Labor Day today – America’s First of May – but it is somber and gloomy, no music orchestras and no marches, no resounding speeches and appeals, like in the Stockholm of my youth.

At dinners recently here in Washington, old journalist friends, lawyers, lobbyists, all of them passionately interested in politics and in the future of America, are worried — zero job growth, unemployment stuck at 9.1 percent, which means 14 million unemployed plus 9 million who have had to settle for part-time jobs, and over 6 million who are no longer looking job. “Not since World War II,” writes Robert J. Samuelson in today’s Washington Post.
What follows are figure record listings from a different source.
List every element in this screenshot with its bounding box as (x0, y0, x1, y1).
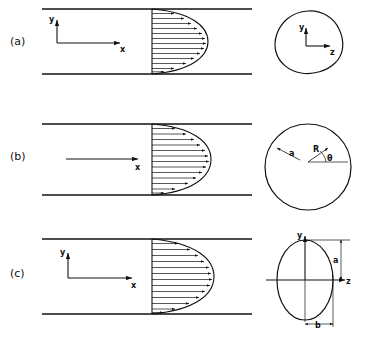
panel-b-label: (b) (10, 150, 26, 163)
panel-a-side-view: y x (42, 9, 252, 74)
local-radius-label: R (313, 145, 319, 154)
x-axis-label: x (131, 281, 137, 290)
panel-b-axes: x (66, 159, 141, 172)
panel-c-cross-section: y z a b (266, 231, 351, 330)
panel-a-axes: y x (49, 15, 126, 54)
panel-b-side-view: x (42, 124, 252, 195)
circular-cross-section-outline (265, 124, 351, 210)
panel-c-label: (c) (10, 267, 25, 280)
velocity-profile-curve (152, 124, 211, 195)
panel-b: (b) x (10, 124, 351, 210)
y-axis-label: y (49, 15, 55, 24)
y-axis-label: y (299, 23, 305, 32)
x-axis-label: x (120, 45, 126, 54)
velocity-arrows (152, 129, 209, 194)
flow-profile-figure: (a) y x (0, 0, 375, 343)
x-axis-label: x (135, 163, 141, 172)
y-axis-label: y (60, 248, 66, 257)
panel-a: (a) y x (10, 9, 343, 74)
arbitrary-cross-section-outline (275, 11, 343, 74)
velocity-profile-curve (152, 239, 214, 314)
y-axis-label: y (297, 231, 303, 240)
panel-c-side-view: y x (42, 239, 252, 314)
panel-c-axes: y x (60, 248, 137, 290)
velocity-arrows (152, 244, 212, 313)
panel-a-label: (a) (10, 35, 25, 48)
polar-angle-label: θ (327, 154, 333, 163)
semi-minor-axis-label: b (315, 321, 321, 330)
panel-b-cross-section: a R θ (265, 124, 351, 210)
z-axis-label: z (330, 48, 335, 57)
panel-a-cross-section: y z (275, 11, 343, 74)
outer-radius-label: a (289, 149, 294, 158)
semi-major-axis-label: a (333, 256, 338, 265)
z-axis-label: z (346, 277, 351, 286)
velocity-arrows (152, 14, 206, 72)
panel-c: (c) y x (10, 231, 351, 330)
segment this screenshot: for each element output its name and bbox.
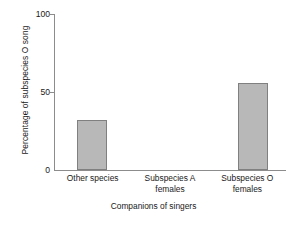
bar-subspecies-o-females <box>238 83 268 170</box>
bar-other-species <box>77 120 107 170</box>
y-tick-group-0: 0 <box>28 166 50 175</box>
x-axis-category-labels: Other species Subspecies A females Subsp… <box>54 173 286 199</box>
plot-area <box>54 14 285 170</box>
y-tick-label-50: 50 <box>28 88 50 97</box>
x-category-other-species: Other species <box>54 173 131 199</box>
x-axis-line <box>54 170 286 171</box>
bar-chart-figure: Percentage of subspecies O song 100 50 0… <box>0 0 307 227</box>
x-category-subspecies-o-females-line2: females <box>209 184 286 195</box>
y-tick-group-50: 50 <box>28 88 50 97</box>
x-category-subspecies-o-females-line1: Subspecies O <box>221 173 273 183</box>
x-category-other-species-line1: Other species <box>67 173 119 183</box>
x-axis-title: Companions of singers <box>0 201 307 211</box>
y-tick-label-0: 0 <box>28 166 50 175</box>
x-category-subspecies-o-females: Subspecies O females <box>209 173 286 199</box>
x-category-subspecies-a-females-line1: Subspecies A <box>145 173 196 183</box>
y-tick-group-100: 100 <box>28 10 50 19</box>
x-category-subspecies-a-females: Subspecies A females <box>131 173 208 199</box>
y-tick-label-100: 100 <box>28 10 50 19</box>
x-category-subspecies-a-females-line2: females <box>131 184 208 195</box>
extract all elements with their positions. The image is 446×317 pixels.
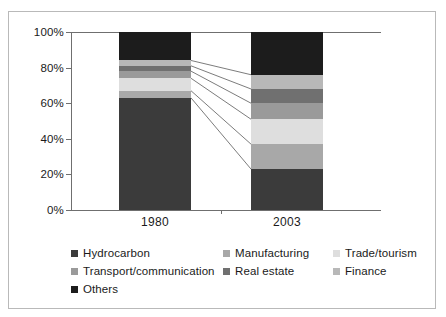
bar-1980[interactable] [119,32,191,210]
legend-item-real-estate[interactable]: Real estate [223,265,333,277]
y-tick-mark [66,139,71,140]
bar-segment-others[interactable] [119,32,191,60]
legend-row: Others [71,280,421,298]
legend-swatch-icon [71,268,78,275]
legend-swatch-icon [71,250,78,257]
y-tick-label: 20% [40,168,64,180]
legend-item-hydrocarbon[interactable]: Hydrocarbon [71,247,223,259]
legend-swatch-icon [333,268,340,275]
y-tick-mark [66,103,71,104]
chart-legend: HydrocarbonManufacturingTrade/tourismTra… [71,244,421,298]
bar-2003[interactable] [251,32,323,210]
connector-line [191,60,251,74]
y-tick-mark [66,32,71,33]
legend-row: Transport/communicationReal estateFinanc… [71,262,421,280]
y-tick-mark [66,174,71,175]
y-tick-label: 60% [40,97,64,109]
legend-item-manufacturing[interactable]: Manufacturing [223,247,333,259]
chart-frame: 0%20%40%60%80%100% 19802003 HydrocarbonM… [8,11,436,309]
connector-line [191,78,251,119]
x-tick-label: 1980 [141,215,169,229]
y-tick-label: 100% [34,26,64,38]
legend-label: Hydrocarbon [83,247,150,259]
legend-row: HydrocarbonManufacturingTrade/tourism [71,244,421,262]
legend-swatch-icon [333,250,340,257]
legend-swatch-icon [71,286,78,293]
bar-segment-trade-tourism[interactable] [119,78,191,90]
legend-item-finance[interactable]: Finance [333,265,387,277]
x-tick-label: 2003 [273,215,301,229]
legend-label: Transport/communication [83,265,215,277]
connector-line [191,71,251,103]
legend-swatch-icon [223,250,230,257]
y-axis-line [71,32,72,210]
legend-label: Finance [345,265,387,277]
y-tick-label: 0% [47,204,64,216]
legend-label: Trade/tourism [345,247,417,259]
bar-segment-manufacturing[interactable] [119,91,191,98]
legend-item-others[interactable]: Others [71,283,223,295]
x-tick-mark [221,210,222,214]
legend-label: Manufacturing [235,247,309,259]
bar-segment-real-estate[interactable] [119,66,191,71]
bar-segment-real-estate[interactable] [251,89,323,103]
bar-segment-finance[interactable] [251,75,323,89]
bar-segment-hydrocarbon[interactable] [251,169,323,210]
plot-top-border [71,32,381,33]
connector-line [191,91,251,144]
legend-item-trade-tourism[interactable]: Trade/tourism [333,247,417,259]
y-tick-mark [66,210,71,211]
bar-segment-others[interactable] [251,32,323,75]
x-axis-line [71,210,381,211]
y-tick-label: 40% [40,133,64,145]
bar-segment-trade-tourism[interactable] [251,119,323,144]
connector-line [191,66,251,89]
bar-segment-finance[interactable] [119,60,191,65]
bar-segment-manufacturing[interactable] [251,144,323,169]
bar-segment-transport-communication[interactable] [251,103,323,119]
legend-label: Real estate [235,265,294,277]
y-tick-mark [66,68,71,69]
legend-swatch-icon [223,268,230,275]
clipped-figure-title [0,0,446,7]
bar-segment-transport-communication[interactable] [119,71,191,78]
connector-line [191,98,251,169]
legend-item-transport-communication[interactable]: Transport/communication [71,265,223,277]
bar-segment-hydrocarbon[interactable] [119,98,191,210]
y-tick-label: 80% [40,62,64,74]
legend-label: Others [83,283,118,295]
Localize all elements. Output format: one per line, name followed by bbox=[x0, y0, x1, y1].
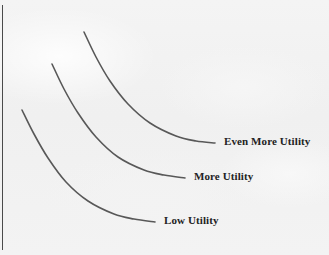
curve-group bbox=[22, 32, 215, 222]
curve-label-even-more-utility: Even More Utility bbox=[224, 135, 310, 147]
indifference-curve-1 bbox=[52, 64, 185, 178]
indifference-curve-figure: Low Utility More Utility Even More Utili… bbox=[0, 0, 329, 255]
curve-label-low-utility: Low Utility bbox=[164, 214, 219, 226]
curve-label-more-utility: More Utility bbox=[194, 170, 253, 182]
indifference-curve-2 bbox=[84, 32, 215, 143]
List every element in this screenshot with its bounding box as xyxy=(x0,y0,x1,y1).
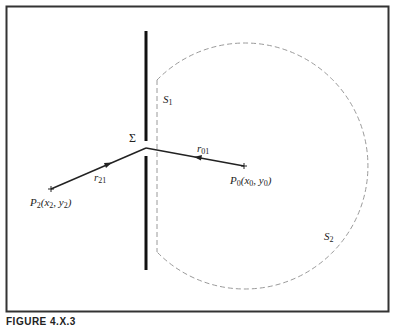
label-aperture: Σ xyxy=(129,131,136,145)
point-p2-marker xyxy=(48,186,54,192)
figure-caption: FIGURE 4.X.3 xyxy=(6,316,76,327)
label-s2: S2 xyxy=(324,230,334,244)
label-r01: r01 xyxy=(197,142,209,156)
label-s1: S1 xyxy=(163,93,173,107)
label-p2: P2(x2, y2) xyxy=(29,196,72,210)
point-p0-marker xyxy=(241,163,247,169)
arrow-r21-icon xyxy=(104,163,112,169)
surface-s2-arc xyxy=(157,43,368,289)
label-r21: r21 xyxy=(94,171,106,185)
label-p0: P0(x0, y0) xyxy=(229,174,272,188)
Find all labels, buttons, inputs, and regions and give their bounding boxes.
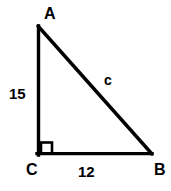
side-length-label-cb: 12	[78, 164, 95, 179]
vertex-label-a: A	[44, 6, 56, 22]
vertex-label-b: B	[154, 162, 166, 178]
vertex-label-c: C	[26, 162, 38, 178]
side-length-label-ab: c	[104, 73, 112, 87]
right-triangle-figure: A B C 15 12 c	[0, 0, 171, 191]
side-length-label-ac: 15	[9, 86, 26, 101]
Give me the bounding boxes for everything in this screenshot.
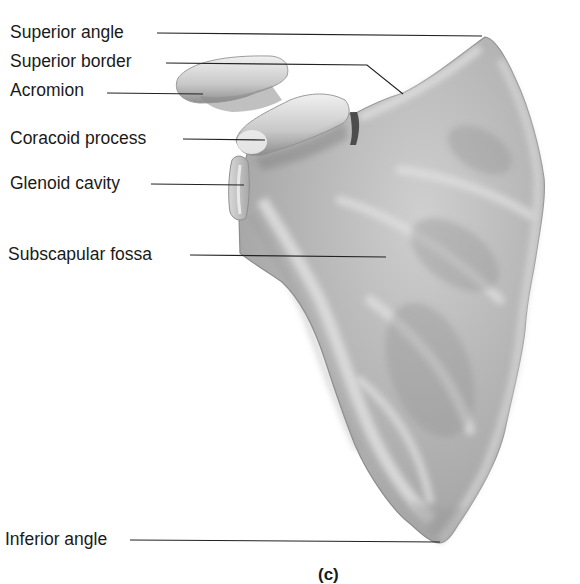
label-coracoid-process: Coracoid process — [10, 130, 146, 148]
label-inferior-angle: Inferior angle — [5, 531, 107, 549]
scapula-figure: Superior angle Superior border Acromion … — [0, 0, 580, 584]
label-subscapular-fossa: Subscapular fossa — [8, 246, 152, 264]
glenoid-cavity-shape — [229, 156, 250, 220]
leader-superior-angle — [157, 33, 482, 36]
label-acromion: Acromion — [10, 82, 84, 100]
leader-inferior-angle — [130, 540, 440, 542]
label-superior-angle: Superior angle — [10, 24, 124, 42]
figure-caption: (c) — [318, 566, 339, 583]
label-superior-border: Superior border — [10, 53, 132, 71]
label-glenoid-cavity: Glenoid cavity — [10, 175, 120, 193]
scapula-illustration — [0, 0, 580, 584]
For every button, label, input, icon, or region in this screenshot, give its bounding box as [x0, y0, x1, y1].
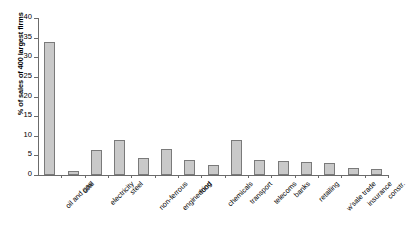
x-axis-tick-label: chemicals — [226, 180, 254, 208]
bar — [301, 162, 312, 175]
bar — [278, 161, 289, 175]
x-axis-tick-mark — [341, 175, 342, 178]
bar — [44, 42, 55, 175]
bar — [208, 165, 219, 175]
y-axis-tick-label: 25 — [24, 72, 32, 80]
y-axis-tick-mark — [34, 57, 38, 58]
plot-area: 0510152025303540 — [38, 18, 388, 175]
bar — [138, 158, 149, 175]
y-axis-tick-label: 5 — [28, 150, 32, 158]
x-axis-tick-mark — [388, 175, 389, 178]
y-axis-tick-label: 0 — [28, 170, 32, 178]
y-axis-tick-mark — [34, 38, 38, 39]
y-axis-tick-label: 10 — [24, 131, 32, 139]
y-axis-tick-mark — [34, 175, 38, 176]
x-axis-tick-mark — [201, 175, 202, 178]
x-axis-tick-mark — [85, 175, 86, 178]
bar — [161, 149, 172, 175]
bar — [348, 168, 359, 175]
y-axis-tick-label: 15 — [24, 111, 32, 119]
bar — [114, 140, 125, 175]
bar — [254, 160, 265, 175]
x-axis-tick-mark — [271, 175, 272, 178]
y-axis-tick-mark — [34, 116, 38, 117]
x-axis-tick-mark — [318, 175, 319, 178]
x-axis-tick-mark — [108, 175, 109, 178]
x-axis-line — [38, 175, 388, 176]
x-axis-tick-mark — [155, 175, 156, 178]
y-axis-tick-label: 40 — [24, 13, 32, 21]
x-axis-tick-mark — [178, 175, 179, 178]
x-axis-tick-mark — [61, 175, 62, 178]
bar — [184, 160, 195, 175]
x-axis-tick-mark — [131, 175, 132, 178]
bar — [91, 150, 102, 175]
x-axis-tick-mark — [295, 175, 296, 178]
y-axis-tick-mark — [34, 18, 38, 19]
bar — [68, 171, 79, 175]
y-axis-tick-label: 35 — [24, 33, 32, 41]
x-axis-tick-label: coal — [81, 180, 95, 194]
y-axis-line — [38, 18, 39, 175]
x-axis-tick-mark — [365, 175, 366, 178]
x-axis-tick-label: food — [198, 180, 213, 195]
y-axis-tick-mark — [34, 155, 38, 156]
bar — [231, 140, 242, 175]
y-axis-tick-mark — [34, 97, 38, 98]
y-axis-tick-label: 30 — [24, 52, 32, 60]
y-axis-tick-mark — [34, 136, 38, 137]
x-axis-tick-mark — [225, 175, 226, 178]
y-axis-tick-mark — [34, 77, 38, 78]
y-axis-tick-label: 20 — [24, 92, 32, 100]
bar — [371, 169, 382, 175]
x-axis-tick-mark — [248, 175, 249, 178]
x-axis-tick-label: retailing — [318, 180, 341, 203]
bar — [324, 163, 335, 175]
Like most people of Greater Washington, my friends are Democrats and voted for Barack Obama in 2008. They still like him, but they are troubled, even disappointed, in his leadership and his willingness to compromise with the Republicans. They want him to stand up and fight for what he believes in and for what is right. Obama should know by now that it is futile to try to work with Republicans and the tea party movement, for they hate him. Their goal is to ensure that Obama is not re-elected next year, and any compromise that might help him must be avoided.

My friends hope that in his speech on Thursday before Congress Obama will be bold and grand and revive their enthusiasm for him and bring optimism back to this country. But they are not sure, burned by last year’s budget deal and last summer’s debt crisis. They don’t know if Obama has it in him.

And so the dreaded name Jimmy Carter comes up in our conversations, an intelligent and Democratic president, just like Obama, who in 1980 became a one-term president. Obama a new Jimmy Carter? One almost dares not say it. But Jimmy Carter’s famous, or infamous, “malaise” speech in July 1979 contained some things that ring true today:

“The threat is nearly invisible in ordinary ways. It is a crisis of confidence. It is a crisis that strikes at the very heart and soul and spirit of our national will. We can see this crisis in the growing doubt about the meaning of our own lives and in the loss of a unity of purpose for our nation. The erosion of our confidence in the future is threatening to destroy the social and the political fabric of America.”

Carter’s speech was no hit. On the contrary, it contained little of what the American voters wanted to hear, and they didn’t even think it was true. And so they elected the eternal optimist Ronald Reagan President the following year.

Thursday is an important day for President Obama, and for America.  And I still have hope.